Short answer. Grafana does not probe anything itself — it visualizes metrics from sources like Prometheus, InfluxDB, or Loki and fires alerts. To get website availability data you need an exporter (such as blackbox_exporter) or an external synthetic monitor that writes metrics into a time-series database. Grafana then assembles availability, latency, and SSL dashboards and routes alerts to Telegram, Slack, or a webhook.
What Grafana does and does not do
The most common beginner misconception is that Grafana "monitors a website." It is a visualization and alerting layer, not a probing agent. The source of truth is a time-series database (TSDB). A typical stack looks like this:
- Metric collector — blackbox_exporter, telegraf, or an external synthetic checker;
- TSDB — Prometheus, VictoriaMetrics, or InfluxDB stores the series;
- Grafana — draws panels and evaluates alert conditions;
- Contact points — Telegram, Slack, email, PagerDuty, webhook.
Connecting a data source
After installing Grafana, add a data source through the UI (Connections → Data sources) or through a provisioning file. The declarative approach is preferable: the config lives in git and deploys reproducibly.
apiVersion: 1
datasources:
- name: Prometheus
type: prometheus
access: proxy
url: http://prometheus:9090
isDefault: true
jsonData:
timeInterval: "30s"
httpMethod: POST
Availability dashboard
A minimal site dashboard has four panels: status (up/down), response time (p50/p95), HTTP response code, and days until SSL expiry. Store dashboards as code too — export the JSON model and commit it to the repo.
{
"title": "Site Availability",
"panels": [
{
"type": "stat",
"title": "Up",
"targets": [
{ "expr": "probe_success{instance=\"https://example.com\"}" }
],
"fieldConfig": {
"defaults": {
"mappings": [
{ "type": "value", "options": { "1": { "text": "UP" }, "0": { "text": "DOWN" } } }
],
"thresholds": { "steps": [
{ "color": "red", "value": null },
{ "color": "green", "value": 1 }
] }
}
}
},
{
"type": "timeseries",
"title": "Response time p95",
"targets": [
{ "expr": "probe_http_duration_seconds{instance=\"https://example.com\"}" }
]
}
]
}
Configuring alerts
In Grafana 9+ alerting lives in a single Unified Alerting engine. A rule is a query plus a condition and threshold. A solid "site is down" alert is probe_success == 0 sustained for a few minutes, so a single network hiccup does not page anyone.
| Alert parameter | Recommendation | Why |
|---|---|---|
| For (duration) | 2–5 min | Suppresses flapping false positives |
| Evaluation interval | 30–60 sec | Balances speed vs load |
| No Data handling | Alerting | Missing metrics are also an incident |
| Severity label | critical / warning | Routing by importance |
Routing notifications
Notification policies fan alerts out to teams and channels via label matching. Critical alerts go to PagerDuty and page the on-call engineer; warnings go to a Slack channel.
The golden rule of alerting: every notification must be actionable. If nobody responds to an alert, either fix it or delete it.
Where Grafana is weaker than external monitoring
If blackbox_exporter runs in the same cluster or data center as the site, an outage of that DC takes down both the site and your monitoring at once. External synthetic monitoring removes this blind spot: probes arrive from independent infrastructure outside your network.
enterno.io is external synthetic monitoring that complements Grafana rather than replacing it. HTTP / SSL / Ping / DNS checks run from RU / EU / US regions; the free tier offers 10 monitors at a 5-minute interval (paid tiers go to 1 minute and 30 seconds). Alerts reach Telegram, Slack, email, webhook, PagerDuty, and Jira. You can pull the metrics through the REST API v4 straight into Grafana as an "outside" source of truth.
Best practice: keep an internal blackbox inside the cluster for detailed diagnostics and an external synthetic checker outside for honest uptime. Aggregate both into one Grafana.
FAQ
Can Grafana check a website without Prometheus?
Yes, but you still need a collector: InfluxDB + Telegraf, Graphite, or an external synthetic source via API документацию. Grafana itself never issues HTTP probes.
How do I store dashboards and alerts in git?
Through provisioning: YAML files for data sources and notification policies, JSON models for dashboards. That is "monitoring as code" — reproducible and reviewable in a PR.
What replaces blackbox_exporter for external probing?
An external synthetic monitor like enterno.io that checks the site from several regions and exposes metrics via API. It closes the "my own DC went down" blind spot.
How do I avoid alert floods?
Set the For parameter to 2–5 minutes, group alerts by label, and use mute timings for scheduled maintenance.
Ready to add an external layer? Create a free monitor at enterno.io/monitors and feed its metrics into Grafana through the API. Related reading: monitoring as code, alerting best practices, and API uptime monitoring.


▶ **Directions for this task**
Show every line of the records below that contains the word "plot".

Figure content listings
┄┄┄┄┄┄

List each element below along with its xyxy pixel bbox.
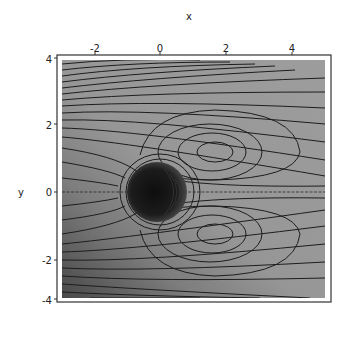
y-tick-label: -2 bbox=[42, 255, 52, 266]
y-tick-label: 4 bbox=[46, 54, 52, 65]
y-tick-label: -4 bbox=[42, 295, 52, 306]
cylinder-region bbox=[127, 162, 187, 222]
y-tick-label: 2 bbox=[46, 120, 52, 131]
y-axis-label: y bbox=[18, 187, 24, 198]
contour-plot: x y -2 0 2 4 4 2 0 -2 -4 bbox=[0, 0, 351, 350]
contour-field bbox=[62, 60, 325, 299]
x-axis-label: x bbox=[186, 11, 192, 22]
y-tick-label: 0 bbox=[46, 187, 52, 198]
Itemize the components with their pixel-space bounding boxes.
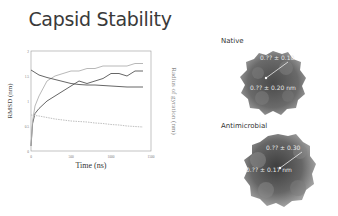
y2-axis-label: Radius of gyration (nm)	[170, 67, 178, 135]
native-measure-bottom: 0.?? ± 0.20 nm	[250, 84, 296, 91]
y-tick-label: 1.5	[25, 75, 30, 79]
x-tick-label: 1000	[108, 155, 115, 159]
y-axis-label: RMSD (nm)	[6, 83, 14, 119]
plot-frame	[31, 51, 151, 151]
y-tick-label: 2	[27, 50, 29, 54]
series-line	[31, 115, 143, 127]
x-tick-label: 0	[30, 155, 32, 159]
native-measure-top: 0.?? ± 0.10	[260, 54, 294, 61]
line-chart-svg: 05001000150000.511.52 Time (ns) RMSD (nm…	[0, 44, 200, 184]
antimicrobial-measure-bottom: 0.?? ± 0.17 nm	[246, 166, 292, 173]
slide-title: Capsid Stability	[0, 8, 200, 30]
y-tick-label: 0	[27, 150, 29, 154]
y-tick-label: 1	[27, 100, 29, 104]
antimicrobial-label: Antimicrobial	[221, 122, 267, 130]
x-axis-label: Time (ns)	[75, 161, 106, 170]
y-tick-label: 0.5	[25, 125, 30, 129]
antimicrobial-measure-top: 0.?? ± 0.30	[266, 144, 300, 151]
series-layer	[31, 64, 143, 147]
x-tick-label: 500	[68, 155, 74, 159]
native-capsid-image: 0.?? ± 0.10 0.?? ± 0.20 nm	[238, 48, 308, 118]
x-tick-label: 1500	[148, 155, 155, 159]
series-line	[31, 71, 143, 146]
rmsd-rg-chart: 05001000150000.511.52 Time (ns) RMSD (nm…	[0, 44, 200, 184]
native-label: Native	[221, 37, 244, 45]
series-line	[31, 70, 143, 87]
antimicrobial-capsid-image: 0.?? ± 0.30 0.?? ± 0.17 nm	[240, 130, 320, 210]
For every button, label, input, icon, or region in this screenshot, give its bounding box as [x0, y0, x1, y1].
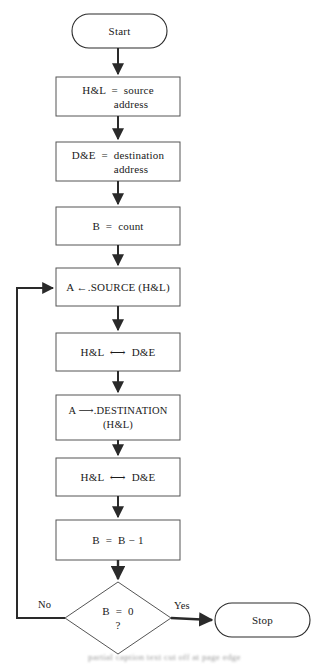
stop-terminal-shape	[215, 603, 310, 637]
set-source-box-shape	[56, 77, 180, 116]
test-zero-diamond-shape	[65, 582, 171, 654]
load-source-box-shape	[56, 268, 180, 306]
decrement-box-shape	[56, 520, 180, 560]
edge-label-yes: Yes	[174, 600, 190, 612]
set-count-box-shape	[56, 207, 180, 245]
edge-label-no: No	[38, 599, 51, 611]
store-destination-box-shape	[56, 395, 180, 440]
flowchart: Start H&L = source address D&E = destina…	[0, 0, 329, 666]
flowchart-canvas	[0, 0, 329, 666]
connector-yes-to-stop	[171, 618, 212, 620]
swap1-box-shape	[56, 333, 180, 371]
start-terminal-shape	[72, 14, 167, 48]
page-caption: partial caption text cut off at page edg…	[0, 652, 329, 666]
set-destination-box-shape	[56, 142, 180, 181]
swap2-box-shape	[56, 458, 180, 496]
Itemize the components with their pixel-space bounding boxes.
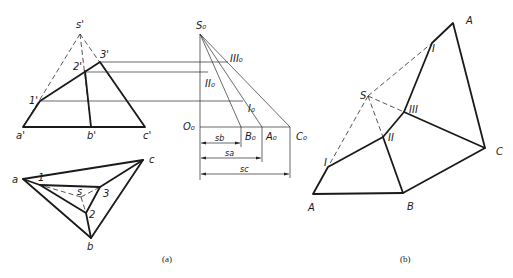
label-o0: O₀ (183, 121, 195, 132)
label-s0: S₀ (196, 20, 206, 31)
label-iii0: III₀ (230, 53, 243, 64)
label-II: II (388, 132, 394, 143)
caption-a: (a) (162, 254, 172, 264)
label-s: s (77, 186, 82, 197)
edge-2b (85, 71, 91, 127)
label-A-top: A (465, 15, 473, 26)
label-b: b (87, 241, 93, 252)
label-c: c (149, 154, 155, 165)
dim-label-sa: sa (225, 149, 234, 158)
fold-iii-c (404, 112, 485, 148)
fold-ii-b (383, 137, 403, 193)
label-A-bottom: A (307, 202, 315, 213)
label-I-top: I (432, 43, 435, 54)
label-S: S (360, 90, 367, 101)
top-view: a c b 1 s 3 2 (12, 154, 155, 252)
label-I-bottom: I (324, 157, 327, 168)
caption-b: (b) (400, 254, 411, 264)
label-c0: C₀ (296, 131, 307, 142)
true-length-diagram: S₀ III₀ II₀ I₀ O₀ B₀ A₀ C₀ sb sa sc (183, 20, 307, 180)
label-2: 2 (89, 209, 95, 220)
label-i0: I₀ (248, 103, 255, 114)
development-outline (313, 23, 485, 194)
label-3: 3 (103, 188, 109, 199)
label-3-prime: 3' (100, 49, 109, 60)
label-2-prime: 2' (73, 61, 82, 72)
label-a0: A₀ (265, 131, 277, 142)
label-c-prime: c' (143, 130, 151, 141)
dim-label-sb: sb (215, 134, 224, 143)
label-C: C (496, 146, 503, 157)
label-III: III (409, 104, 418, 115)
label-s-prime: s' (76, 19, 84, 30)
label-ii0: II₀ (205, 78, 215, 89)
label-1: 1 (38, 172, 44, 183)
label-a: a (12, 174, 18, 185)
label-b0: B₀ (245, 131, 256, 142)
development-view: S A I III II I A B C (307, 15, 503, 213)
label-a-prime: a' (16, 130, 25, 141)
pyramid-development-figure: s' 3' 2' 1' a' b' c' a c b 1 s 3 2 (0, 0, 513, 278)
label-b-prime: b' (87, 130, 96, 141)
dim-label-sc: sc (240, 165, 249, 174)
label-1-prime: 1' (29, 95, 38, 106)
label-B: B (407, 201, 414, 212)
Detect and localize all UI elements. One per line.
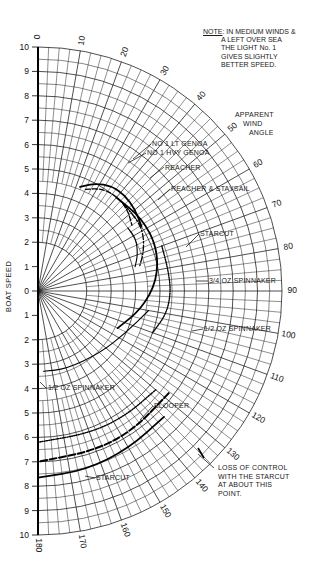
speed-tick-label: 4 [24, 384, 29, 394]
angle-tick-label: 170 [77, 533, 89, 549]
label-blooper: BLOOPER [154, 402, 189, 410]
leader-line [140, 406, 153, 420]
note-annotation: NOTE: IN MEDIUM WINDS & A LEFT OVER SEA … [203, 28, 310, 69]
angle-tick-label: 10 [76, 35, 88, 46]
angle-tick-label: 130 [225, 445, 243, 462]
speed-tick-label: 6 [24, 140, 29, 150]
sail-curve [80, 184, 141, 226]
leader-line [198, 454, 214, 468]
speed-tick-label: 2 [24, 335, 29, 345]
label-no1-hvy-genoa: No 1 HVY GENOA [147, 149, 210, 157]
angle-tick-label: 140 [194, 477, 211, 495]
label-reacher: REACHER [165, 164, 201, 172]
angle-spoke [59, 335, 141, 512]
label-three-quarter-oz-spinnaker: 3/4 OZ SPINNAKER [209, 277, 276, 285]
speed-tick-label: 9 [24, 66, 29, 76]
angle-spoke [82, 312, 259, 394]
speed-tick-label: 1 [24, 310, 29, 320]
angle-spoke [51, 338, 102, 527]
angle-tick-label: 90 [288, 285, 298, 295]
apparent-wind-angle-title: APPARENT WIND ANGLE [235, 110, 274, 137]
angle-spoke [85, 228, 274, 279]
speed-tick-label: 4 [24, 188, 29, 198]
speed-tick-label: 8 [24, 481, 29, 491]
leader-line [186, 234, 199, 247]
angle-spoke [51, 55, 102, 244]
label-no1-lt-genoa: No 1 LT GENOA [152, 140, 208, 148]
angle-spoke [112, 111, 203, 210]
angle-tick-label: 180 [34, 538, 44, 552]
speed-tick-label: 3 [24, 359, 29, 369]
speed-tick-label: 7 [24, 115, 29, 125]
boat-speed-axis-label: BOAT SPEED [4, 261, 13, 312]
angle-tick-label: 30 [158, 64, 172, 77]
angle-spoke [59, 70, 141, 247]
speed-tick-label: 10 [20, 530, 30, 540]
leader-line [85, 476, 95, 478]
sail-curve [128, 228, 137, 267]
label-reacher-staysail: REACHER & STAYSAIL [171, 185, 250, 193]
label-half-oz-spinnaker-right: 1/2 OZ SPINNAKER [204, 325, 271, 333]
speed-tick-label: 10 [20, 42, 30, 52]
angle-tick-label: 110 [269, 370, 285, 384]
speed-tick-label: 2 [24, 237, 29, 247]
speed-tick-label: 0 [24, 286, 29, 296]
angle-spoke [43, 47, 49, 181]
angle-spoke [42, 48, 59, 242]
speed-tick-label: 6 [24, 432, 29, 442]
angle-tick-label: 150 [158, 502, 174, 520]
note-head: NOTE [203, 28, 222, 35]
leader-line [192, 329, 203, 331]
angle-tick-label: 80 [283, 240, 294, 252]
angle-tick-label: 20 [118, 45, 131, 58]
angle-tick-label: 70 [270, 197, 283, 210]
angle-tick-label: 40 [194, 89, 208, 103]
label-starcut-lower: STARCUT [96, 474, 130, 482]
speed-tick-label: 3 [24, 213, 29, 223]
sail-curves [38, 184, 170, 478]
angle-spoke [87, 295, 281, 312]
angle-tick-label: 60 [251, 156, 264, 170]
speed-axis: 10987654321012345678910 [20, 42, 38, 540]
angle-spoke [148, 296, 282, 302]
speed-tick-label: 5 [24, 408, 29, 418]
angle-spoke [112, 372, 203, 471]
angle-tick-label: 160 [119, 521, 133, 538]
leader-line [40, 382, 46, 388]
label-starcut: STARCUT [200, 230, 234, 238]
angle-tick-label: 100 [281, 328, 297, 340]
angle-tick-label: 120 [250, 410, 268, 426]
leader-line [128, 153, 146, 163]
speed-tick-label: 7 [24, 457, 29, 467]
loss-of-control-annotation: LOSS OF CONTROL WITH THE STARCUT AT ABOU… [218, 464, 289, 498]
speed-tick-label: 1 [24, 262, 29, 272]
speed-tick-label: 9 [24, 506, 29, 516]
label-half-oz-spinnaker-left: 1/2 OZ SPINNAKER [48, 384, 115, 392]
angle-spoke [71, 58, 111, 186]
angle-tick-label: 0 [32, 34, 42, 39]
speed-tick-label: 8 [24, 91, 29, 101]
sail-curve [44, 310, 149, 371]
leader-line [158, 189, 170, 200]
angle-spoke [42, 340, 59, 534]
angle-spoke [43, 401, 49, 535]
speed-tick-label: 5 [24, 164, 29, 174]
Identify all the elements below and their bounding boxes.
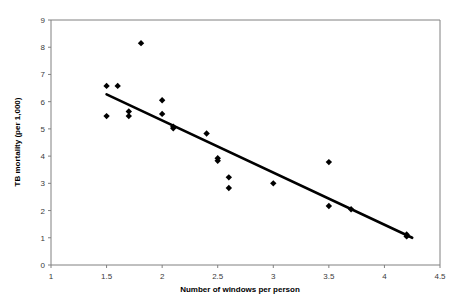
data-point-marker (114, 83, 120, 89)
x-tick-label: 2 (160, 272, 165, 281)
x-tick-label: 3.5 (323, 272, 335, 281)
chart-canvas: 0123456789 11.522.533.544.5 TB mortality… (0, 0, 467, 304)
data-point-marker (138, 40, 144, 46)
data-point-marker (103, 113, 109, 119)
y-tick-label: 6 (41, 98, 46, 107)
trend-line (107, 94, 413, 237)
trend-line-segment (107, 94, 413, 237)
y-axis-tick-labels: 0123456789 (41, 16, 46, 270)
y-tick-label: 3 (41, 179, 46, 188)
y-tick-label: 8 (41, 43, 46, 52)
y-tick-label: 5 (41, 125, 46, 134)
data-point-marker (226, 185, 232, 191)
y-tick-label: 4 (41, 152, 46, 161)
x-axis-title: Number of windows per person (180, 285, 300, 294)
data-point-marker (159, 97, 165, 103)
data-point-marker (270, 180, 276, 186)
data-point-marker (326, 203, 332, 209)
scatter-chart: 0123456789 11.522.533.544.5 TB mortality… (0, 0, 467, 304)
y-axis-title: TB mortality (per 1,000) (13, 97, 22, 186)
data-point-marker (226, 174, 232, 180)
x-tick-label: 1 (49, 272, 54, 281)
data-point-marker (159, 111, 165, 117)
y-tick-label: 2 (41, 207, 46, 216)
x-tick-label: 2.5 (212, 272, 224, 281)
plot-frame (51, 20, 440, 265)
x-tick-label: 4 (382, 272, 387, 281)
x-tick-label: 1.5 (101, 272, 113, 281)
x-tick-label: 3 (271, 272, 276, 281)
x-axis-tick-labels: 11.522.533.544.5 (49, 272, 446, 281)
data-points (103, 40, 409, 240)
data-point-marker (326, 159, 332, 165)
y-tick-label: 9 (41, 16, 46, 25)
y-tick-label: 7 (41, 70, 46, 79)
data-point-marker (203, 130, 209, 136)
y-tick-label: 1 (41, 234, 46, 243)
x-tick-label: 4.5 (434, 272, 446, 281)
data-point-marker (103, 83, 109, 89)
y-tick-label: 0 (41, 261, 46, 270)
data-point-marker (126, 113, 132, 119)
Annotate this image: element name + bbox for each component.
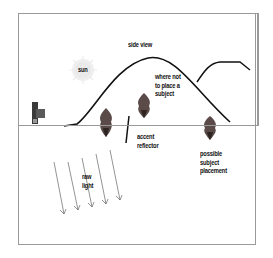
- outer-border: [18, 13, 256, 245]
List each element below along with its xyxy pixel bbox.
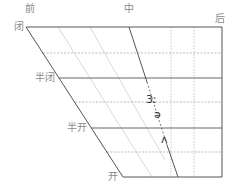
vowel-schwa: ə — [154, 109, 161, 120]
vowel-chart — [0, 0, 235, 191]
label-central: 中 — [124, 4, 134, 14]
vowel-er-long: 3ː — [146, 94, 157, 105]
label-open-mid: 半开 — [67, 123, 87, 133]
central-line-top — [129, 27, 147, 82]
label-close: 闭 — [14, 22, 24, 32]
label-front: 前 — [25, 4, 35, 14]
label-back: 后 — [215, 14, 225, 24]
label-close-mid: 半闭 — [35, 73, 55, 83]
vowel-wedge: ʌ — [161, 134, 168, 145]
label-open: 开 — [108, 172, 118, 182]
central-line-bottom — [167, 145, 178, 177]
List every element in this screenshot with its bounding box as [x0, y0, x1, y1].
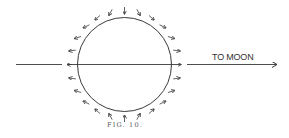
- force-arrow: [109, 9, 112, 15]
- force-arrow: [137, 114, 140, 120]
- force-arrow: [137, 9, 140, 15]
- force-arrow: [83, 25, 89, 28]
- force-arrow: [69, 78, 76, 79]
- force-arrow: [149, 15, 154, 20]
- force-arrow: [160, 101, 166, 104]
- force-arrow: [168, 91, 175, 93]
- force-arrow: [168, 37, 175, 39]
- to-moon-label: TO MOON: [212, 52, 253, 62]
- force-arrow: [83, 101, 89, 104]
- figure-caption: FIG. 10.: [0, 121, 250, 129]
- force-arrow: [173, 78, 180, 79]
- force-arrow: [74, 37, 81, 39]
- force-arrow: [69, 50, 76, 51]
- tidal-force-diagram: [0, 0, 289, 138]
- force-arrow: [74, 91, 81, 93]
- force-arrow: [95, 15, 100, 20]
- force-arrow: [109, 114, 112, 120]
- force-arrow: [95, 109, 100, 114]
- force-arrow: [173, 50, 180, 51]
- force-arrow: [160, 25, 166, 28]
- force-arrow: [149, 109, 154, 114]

┄┄┄┄┄┄

▶ **Answer space**
contour-plot: x y -2 0 2 4 4 2 0 -2 -4 bbox=[0, 0, 351, 350]
plot-frame	[31, 51, 151, 151]
plot-frame (51, 20, 440, 265)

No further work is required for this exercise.